Agenda

PhD defense Arnaud Varillon: Deep Learning for Embedded Cybersecurity

Wednesday 09 July 2025, at 10.00 (Paris time) at Télécom Paris

Télécom Paris, 19 place Marguerite Perey F-91120 Palaiseau [getting there], amphi 7 and in videoconferencing

Jury

  • Lejla BATINA, Professor, Radboud University, Netherlands (Reviewer)
  • Roselyne CHOTIN, Professor, Sorbonne Université, LIP6, France (Examiner)
  • Jean-Luc DANGER, Professor, Télécom Paris, France (Supervisor)
  • Margaux DUGARDIN, Research Engineer, Direction Générale de l’Armement – Maîtrise de l’Information, France (Guest)
  • Benoît GERARD, Research Engineer, Agence nationale de la sécurité des systèmes d’information, France (Examiner)
  • Philippe MAURINE, Associate Professor, Université de Montpellier, France (Reviewer)
  • Stjepan PICEK, Associate Professor, Radboud University, Netherlands (Examiner)
  • Guénaël RENAULT, Professor, École Polytechnique, France (Examiner)
  • Laurent SAUVAGE, Associate Professor, Télécom Paris, France (Co-Supervisor)

Abstract

Public-key cryptography is one of the core pillars of cybersecurity, in particular thanks to the authentication schemes it enables. It is embedded in many ubiquitous objects, such as hardware wallets. Side-channel attacks are one of the major threats to such devices. In particular, the advances in machine learning, and more specifically deep learning, which have marked the last ten years, seem likely to make such attacks remarkably effective. In such a hostile environment, assessing the true security level of devices intended for cryptographic use is of utmost importance: indeed, it has now even become vital to the smooth running of information systems.

In this thesis, we have appraised the security of implementations,

… reputed to be the more secure ones in the face of such attacks (“power” and “EM” channels), which manipulate the secret key bit by bit. Numerous contributions, which mainly use deep learning, have been published on this subject. Unfortunately, none of them provides any guarantee regarding the robustness of the device under study in the face of such attacks: each time, the method being described does not allow one to state with certainty that it is not possible to find a more powerful attack than that being presented. The security level of the latter devices is therefore potentially underestimated. More specifically, fundamental aspects of the classification task associated with any attack, such as the shape of its decision boundary or the optimality – in terms of attack performance – of the features derived from the sampling of the side-channel under consideration, are never addressed. Therefore, we have sought to find methodologies that are as close to optimality as possible given the conditions imposed by the exercise (for example, the possibility of configuring the key used by the target for in-depth analyses).

Initially, assuming that an attacker can control the key that is parameterized in the target, only vertical attacks are considered. In this context, the optimal effectiveness of the joint use of NICV, for feature selection, and the perceptron, for classification, is highlighted from a theoretical point of view. In particular, the security of a cryptographic library hitherto considered robust (libecc) is called into question. Secondly, assuming that an attacker cannot set the key as he wishes in the target, yet still has a functionally perfect clone, another procedure is proposed for carrying out the security evaluation, this time using horizontal (collision-based) attacks based on an unsupervised learning technique which, because it requires (by definition) minimal training at most, is better suited to such a scenario. Compared to the state of the art, the approach followed is closer to optimality without however achieving it, but avenues are suggested to get there in the near future. Last, to validate these findings, experimental verifications have been carried out on a board (STM32F407) which features a Cortex-M4 processor that can be found in many hardware wallets (e.g. Trezor Model T).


TRY IT: Using the entries below, output exactly the lines from the one containing "this 1024 ×" through the final line, both included, and no others.

___ TASK MATERIAL ___

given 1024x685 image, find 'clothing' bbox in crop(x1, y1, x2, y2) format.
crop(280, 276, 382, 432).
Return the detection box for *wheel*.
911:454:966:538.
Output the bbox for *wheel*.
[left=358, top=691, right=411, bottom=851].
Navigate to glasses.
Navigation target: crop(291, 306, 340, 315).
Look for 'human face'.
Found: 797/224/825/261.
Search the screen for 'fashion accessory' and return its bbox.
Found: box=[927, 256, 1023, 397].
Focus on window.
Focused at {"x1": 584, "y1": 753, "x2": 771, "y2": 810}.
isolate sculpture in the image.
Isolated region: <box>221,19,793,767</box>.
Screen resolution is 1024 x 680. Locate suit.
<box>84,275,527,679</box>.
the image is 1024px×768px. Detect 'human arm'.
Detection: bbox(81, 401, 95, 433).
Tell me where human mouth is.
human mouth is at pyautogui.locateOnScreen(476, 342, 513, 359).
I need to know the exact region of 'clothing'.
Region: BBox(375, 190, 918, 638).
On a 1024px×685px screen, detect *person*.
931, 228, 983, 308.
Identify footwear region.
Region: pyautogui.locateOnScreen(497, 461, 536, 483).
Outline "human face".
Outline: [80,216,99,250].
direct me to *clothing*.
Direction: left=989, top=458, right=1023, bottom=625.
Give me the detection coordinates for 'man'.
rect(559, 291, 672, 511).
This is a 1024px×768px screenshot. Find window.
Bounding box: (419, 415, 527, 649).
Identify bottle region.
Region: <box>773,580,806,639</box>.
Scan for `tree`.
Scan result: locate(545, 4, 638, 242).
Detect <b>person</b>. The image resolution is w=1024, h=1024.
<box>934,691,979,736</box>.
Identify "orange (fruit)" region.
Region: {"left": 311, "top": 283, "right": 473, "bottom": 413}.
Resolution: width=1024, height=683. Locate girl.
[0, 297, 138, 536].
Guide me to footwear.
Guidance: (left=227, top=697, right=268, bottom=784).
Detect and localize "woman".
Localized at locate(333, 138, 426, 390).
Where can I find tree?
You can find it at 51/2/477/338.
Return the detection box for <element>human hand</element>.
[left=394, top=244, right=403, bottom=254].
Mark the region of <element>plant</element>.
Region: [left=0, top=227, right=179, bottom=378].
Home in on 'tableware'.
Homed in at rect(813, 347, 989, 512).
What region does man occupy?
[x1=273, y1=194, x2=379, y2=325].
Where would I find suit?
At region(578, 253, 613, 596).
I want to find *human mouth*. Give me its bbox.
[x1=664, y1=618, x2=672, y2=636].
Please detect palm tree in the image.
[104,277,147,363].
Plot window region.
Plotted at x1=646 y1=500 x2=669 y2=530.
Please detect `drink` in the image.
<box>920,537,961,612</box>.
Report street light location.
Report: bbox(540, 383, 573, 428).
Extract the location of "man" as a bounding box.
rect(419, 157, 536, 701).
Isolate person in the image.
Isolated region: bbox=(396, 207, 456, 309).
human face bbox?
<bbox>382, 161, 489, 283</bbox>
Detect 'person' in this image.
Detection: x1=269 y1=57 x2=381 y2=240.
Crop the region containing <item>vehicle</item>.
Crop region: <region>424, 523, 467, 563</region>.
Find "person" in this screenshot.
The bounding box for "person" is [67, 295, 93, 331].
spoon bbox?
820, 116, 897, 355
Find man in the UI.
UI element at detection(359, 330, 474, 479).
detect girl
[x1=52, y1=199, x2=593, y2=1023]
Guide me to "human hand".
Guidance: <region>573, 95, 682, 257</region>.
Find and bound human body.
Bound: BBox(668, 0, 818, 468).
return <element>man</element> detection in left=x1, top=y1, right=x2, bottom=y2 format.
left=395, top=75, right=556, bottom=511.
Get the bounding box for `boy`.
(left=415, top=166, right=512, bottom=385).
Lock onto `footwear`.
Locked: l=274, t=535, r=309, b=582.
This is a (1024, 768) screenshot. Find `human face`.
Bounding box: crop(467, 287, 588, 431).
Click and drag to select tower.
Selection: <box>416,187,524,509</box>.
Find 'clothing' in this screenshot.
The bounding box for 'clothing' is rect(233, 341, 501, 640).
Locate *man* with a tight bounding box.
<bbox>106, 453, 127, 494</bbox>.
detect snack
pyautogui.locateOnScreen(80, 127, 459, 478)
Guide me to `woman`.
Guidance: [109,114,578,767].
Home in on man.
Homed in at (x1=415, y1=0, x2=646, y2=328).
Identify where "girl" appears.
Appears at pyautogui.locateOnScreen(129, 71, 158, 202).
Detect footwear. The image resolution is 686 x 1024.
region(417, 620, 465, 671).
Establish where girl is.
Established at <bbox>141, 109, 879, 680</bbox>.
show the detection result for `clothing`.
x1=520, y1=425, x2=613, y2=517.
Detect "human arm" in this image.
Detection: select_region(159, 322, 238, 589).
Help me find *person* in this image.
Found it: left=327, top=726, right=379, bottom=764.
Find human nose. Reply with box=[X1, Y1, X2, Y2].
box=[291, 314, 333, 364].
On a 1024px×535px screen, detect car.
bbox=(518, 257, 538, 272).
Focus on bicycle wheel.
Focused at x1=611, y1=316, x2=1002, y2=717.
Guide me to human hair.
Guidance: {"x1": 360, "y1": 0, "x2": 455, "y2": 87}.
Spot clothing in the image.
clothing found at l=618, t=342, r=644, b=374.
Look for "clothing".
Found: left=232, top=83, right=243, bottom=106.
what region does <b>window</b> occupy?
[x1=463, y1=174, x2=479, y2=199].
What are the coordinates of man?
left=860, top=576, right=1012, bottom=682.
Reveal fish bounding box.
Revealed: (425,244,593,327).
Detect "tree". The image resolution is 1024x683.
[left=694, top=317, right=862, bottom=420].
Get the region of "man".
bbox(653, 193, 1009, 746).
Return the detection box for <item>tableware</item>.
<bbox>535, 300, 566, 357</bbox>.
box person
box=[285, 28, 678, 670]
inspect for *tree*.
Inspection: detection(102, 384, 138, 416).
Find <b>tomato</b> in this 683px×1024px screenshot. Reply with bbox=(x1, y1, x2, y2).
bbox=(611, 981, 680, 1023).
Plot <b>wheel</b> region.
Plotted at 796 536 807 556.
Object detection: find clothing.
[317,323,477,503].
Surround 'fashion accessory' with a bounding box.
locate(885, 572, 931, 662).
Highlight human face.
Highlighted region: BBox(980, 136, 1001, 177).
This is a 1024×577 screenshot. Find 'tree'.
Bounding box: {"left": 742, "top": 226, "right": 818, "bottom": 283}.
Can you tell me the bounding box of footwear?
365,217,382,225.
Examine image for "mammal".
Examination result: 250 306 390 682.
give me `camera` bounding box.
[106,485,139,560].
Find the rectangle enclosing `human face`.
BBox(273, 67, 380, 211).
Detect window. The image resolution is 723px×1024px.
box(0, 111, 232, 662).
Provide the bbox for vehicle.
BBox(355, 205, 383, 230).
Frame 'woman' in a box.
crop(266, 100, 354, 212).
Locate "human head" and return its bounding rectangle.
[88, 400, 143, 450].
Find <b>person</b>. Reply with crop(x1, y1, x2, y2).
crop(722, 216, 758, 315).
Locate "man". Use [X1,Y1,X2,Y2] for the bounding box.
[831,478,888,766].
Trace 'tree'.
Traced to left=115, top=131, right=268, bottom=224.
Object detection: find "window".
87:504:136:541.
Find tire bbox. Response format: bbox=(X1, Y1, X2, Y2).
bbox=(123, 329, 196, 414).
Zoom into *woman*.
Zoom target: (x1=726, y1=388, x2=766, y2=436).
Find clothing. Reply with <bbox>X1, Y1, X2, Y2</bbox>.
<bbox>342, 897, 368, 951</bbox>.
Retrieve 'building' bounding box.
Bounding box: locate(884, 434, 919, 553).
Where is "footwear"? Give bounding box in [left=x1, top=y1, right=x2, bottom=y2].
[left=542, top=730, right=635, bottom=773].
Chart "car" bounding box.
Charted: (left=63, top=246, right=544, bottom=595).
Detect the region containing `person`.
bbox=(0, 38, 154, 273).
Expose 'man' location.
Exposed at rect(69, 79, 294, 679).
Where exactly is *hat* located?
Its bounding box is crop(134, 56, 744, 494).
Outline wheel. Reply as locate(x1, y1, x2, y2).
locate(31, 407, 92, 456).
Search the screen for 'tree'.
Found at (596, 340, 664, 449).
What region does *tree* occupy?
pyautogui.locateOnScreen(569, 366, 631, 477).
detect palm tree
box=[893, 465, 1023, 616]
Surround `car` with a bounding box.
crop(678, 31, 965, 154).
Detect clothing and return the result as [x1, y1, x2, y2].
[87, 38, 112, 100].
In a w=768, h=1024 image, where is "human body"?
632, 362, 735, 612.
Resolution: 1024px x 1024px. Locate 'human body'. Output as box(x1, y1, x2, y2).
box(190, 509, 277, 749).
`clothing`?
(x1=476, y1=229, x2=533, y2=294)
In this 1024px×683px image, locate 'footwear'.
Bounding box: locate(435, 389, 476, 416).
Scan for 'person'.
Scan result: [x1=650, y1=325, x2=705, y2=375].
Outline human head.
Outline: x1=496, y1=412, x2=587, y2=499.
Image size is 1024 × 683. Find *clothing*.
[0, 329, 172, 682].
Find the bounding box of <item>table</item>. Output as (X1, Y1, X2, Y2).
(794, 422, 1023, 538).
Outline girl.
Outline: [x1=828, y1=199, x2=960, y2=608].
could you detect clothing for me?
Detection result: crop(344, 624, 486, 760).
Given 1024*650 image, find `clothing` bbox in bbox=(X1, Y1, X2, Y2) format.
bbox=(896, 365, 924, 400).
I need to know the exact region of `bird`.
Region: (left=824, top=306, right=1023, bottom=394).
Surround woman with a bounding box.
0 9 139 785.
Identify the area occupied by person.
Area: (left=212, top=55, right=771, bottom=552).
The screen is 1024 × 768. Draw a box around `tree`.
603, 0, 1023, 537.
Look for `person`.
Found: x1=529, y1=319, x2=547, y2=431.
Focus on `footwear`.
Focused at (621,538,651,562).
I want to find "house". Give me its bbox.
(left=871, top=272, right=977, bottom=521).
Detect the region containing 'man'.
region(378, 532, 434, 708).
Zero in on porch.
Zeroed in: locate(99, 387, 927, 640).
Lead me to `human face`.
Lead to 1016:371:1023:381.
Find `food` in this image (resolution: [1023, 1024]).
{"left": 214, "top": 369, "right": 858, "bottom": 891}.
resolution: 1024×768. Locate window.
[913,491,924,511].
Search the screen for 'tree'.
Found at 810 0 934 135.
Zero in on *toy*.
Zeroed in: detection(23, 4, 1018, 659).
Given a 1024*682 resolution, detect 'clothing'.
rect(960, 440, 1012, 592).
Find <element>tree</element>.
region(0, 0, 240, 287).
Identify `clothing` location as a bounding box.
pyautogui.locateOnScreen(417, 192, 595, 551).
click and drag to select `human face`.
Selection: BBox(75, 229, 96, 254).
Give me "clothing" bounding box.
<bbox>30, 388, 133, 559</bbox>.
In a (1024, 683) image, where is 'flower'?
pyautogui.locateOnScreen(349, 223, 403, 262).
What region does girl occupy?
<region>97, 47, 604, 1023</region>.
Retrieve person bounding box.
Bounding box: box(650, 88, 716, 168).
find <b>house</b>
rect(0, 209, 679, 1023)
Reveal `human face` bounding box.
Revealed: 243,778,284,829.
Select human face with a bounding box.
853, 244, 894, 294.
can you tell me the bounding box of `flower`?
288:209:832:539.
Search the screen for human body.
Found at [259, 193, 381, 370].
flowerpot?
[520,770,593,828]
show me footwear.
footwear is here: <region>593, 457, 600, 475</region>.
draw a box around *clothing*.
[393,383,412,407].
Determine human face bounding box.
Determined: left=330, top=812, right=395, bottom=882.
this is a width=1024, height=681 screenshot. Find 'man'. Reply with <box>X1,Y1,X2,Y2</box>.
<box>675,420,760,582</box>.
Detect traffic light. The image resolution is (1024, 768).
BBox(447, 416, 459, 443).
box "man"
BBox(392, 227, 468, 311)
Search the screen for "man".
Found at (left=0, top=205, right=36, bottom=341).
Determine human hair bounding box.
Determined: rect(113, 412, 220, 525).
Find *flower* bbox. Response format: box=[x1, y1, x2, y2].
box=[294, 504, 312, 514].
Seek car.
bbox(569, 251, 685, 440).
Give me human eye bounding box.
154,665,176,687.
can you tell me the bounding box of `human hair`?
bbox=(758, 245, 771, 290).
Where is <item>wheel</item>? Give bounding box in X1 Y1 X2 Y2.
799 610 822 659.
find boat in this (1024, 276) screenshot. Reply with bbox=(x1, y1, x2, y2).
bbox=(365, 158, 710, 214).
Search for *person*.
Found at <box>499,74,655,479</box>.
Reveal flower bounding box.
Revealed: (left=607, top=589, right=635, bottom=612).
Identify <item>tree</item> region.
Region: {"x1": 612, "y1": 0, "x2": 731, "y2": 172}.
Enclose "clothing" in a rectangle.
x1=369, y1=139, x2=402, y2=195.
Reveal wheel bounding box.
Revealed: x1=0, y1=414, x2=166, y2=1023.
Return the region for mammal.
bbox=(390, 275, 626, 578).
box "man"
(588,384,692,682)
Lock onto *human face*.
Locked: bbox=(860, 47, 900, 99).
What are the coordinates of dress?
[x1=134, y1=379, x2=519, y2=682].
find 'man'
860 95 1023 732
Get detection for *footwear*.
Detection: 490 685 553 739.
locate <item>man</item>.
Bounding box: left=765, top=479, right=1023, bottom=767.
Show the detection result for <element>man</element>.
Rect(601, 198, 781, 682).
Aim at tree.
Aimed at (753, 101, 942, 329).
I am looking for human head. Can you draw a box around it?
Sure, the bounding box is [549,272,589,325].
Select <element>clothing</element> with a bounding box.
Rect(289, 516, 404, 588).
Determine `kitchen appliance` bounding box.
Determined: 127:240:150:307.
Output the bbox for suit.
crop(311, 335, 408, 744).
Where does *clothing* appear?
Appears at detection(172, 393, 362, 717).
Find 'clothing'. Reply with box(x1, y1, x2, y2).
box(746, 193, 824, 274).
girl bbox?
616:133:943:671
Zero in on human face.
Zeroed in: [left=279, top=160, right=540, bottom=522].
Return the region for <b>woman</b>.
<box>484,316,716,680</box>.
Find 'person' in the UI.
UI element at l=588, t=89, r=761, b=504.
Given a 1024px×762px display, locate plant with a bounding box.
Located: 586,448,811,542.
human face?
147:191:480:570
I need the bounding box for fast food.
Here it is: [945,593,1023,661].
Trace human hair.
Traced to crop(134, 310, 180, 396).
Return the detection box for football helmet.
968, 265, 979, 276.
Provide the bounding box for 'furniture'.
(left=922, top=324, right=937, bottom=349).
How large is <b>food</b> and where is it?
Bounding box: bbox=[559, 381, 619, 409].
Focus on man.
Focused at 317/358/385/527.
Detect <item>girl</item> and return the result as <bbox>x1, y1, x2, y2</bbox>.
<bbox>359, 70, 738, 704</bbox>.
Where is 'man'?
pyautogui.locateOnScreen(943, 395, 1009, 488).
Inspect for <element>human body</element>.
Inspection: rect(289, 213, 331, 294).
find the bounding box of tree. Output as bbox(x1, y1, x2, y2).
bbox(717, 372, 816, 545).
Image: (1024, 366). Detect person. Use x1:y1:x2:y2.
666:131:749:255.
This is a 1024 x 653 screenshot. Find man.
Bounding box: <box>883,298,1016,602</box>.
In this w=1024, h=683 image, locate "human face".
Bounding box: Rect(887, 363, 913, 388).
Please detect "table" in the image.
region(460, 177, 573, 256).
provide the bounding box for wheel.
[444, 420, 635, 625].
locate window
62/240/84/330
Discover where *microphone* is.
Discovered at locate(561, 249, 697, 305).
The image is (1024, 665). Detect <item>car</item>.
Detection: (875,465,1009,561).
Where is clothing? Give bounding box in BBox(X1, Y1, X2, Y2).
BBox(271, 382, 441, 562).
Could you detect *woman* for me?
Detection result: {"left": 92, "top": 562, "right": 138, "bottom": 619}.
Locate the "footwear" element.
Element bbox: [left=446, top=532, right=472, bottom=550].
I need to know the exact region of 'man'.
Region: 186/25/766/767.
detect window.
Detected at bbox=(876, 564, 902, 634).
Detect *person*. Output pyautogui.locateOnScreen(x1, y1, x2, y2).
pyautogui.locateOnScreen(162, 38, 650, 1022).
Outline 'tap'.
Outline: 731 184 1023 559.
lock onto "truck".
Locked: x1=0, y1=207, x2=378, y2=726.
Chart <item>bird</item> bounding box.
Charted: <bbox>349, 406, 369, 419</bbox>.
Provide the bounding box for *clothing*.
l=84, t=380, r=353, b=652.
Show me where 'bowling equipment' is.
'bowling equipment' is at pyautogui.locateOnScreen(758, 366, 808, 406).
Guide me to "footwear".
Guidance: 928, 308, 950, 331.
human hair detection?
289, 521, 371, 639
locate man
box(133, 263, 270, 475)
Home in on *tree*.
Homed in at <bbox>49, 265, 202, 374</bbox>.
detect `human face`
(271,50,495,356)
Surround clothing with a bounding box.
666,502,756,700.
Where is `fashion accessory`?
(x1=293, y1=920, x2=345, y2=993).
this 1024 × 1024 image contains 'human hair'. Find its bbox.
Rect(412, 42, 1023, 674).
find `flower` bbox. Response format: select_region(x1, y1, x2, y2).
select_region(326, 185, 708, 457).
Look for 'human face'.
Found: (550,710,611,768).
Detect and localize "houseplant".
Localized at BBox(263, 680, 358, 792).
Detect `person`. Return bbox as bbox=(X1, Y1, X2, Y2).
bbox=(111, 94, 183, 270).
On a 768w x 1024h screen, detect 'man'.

___

SOLVED PROBLEM:
this 1024 × 1024 image contains 'human hair'. Find its bbox.
Rect(412, 42, 1023, 674).
find `flower` bbox. Response format: select_region(x1, y1, x2, y2).
select_region(326, 185, 708, 457).
Look for 'human face'.
Found: (550,710,611,768).
Detect and localize "houseplant".
Localized at BBox(263, 680, 358, 792).
Detect `person`. Return bbox as bbox=(X1, Y1, X2, Y2).
bbox=(111, 94, 183, 270).
On a 768w x 1024h screen, detect 'man'.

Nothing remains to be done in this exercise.